BEIRUT (Reuters) – Demonstrators kept blocking roadways across Lebanon on Tuesday in protest over the country’s financial meltdown and political deadlock, despite a call by President Michel Aoun for security forces to clear the obstructions.
He spoke after a meeting with top security officials on Monday but on Tuesday a major highway leading southward from Beirut as well as areas in the centre of the capital and around the northern city of Tripoli remained blocked with protesters burning tyres and urging more people to join them.
Army chief General Joseph Aoun had said on Monday the right to peaceful protest would be protected barring damage to public or private property, but warned that troops should not get sucked into politics.
Lebanon’s financial crisis, which erupted in 2019, has wiped out jobs, locked people out of their bank deposits and raised the risk of widespread hunger.
“What are the Lebanese people waiting for?….Are you able to teach your children? If a child gets sick, can you admit them to hospital? Can you buy them medicine…There is no education, no jobs, the dollar is at 10,000 (Lebanese pounds) and we are staying at home, dying slowly,” protester Fadi Nader said.
A new cabinet could implement reforms needed to trigger billions of dollars of international aid, but factional wrangling has frustrated the formation of a new government.
Groups of protesters have been burning tyres daily to block roads since the Lebanese currency tumbled to a new low last week, deepening popular anger over Lebanon’s financial collapse.
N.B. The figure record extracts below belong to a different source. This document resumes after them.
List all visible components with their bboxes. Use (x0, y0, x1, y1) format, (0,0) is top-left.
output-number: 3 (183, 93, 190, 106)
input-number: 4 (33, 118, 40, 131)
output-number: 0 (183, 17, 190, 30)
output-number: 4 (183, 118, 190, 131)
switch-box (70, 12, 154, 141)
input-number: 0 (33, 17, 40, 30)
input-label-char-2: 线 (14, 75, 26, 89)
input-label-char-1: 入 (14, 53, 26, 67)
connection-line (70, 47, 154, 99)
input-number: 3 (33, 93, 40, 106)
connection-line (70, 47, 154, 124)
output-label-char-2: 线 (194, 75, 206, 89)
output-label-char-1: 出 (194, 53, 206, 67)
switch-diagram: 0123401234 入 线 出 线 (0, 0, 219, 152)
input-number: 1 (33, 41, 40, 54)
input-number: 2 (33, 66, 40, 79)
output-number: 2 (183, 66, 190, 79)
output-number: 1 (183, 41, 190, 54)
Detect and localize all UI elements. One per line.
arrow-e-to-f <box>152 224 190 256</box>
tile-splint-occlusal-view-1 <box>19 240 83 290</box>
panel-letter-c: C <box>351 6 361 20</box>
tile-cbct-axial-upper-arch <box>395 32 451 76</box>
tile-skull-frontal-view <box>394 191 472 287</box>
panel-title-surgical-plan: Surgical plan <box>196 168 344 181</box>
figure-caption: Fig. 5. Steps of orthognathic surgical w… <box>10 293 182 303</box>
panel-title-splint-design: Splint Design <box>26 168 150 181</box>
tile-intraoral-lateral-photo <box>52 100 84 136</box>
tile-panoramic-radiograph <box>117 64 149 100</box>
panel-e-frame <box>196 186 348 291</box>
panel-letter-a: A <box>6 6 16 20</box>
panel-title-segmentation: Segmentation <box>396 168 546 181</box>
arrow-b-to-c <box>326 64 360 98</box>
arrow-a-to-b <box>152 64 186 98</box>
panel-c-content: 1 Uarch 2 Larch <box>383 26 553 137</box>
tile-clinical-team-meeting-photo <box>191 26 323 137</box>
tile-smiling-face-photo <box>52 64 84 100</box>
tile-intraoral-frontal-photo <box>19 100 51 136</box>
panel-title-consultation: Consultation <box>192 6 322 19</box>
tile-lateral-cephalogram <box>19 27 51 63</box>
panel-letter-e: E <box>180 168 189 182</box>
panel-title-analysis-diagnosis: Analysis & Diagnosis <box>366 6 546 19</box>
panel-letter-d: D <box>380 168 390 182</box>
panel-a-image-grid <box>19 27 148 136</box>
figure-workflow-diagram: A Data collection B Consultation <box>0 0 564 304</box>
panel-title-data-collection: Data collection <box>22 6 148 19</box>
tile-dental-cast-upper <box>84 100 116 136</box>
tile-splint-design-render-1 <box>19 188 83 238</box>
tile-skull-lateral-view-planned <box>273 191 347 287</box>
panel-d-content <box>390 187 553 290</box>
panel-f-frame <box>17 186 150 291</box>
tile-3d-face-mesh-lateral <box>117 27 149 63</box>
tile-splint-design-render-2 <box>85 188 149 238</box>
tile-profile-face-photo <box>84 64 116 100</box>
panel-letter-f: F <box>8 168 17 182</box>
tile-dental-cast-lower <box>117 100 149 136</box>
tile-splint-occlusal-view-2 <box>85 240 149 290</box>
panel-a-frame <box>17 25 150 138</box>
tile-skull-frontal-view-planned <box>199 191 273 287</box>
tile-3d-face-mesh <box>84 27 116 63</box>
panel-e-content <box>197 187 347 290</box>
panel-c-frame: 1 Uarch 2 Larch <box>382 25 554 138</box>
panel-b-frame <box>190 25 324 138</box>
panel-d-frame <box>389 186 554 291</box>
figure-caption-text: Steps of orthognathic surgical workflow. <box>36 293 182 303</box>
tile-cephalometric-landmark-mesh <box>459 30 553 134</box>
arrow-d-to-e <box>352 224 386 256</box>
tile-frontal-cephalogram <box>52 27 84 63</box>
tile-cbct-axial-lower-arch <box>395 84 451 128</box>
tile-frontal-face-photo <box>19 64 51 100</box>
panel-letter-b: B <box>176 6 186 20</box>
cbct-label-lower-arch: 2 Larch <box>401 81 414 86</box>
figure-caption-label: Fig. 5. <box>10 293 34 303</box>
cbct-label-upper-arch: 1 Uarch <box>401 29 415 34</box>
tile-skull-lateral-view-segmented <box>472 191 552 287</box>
Three people died in car accidents amidst the roadblocks on Monday, local media reported.
Local television aired a funeral in Zgharta in north Lebanon for two young men who died when they drove into a truck that was parked across a road to block traffic.
“Every person in this country has to shoulder responsibility. Let protesters go to the houses of the leaders and their palaces, not block roads,” the priest conducting the funeral told the gathering.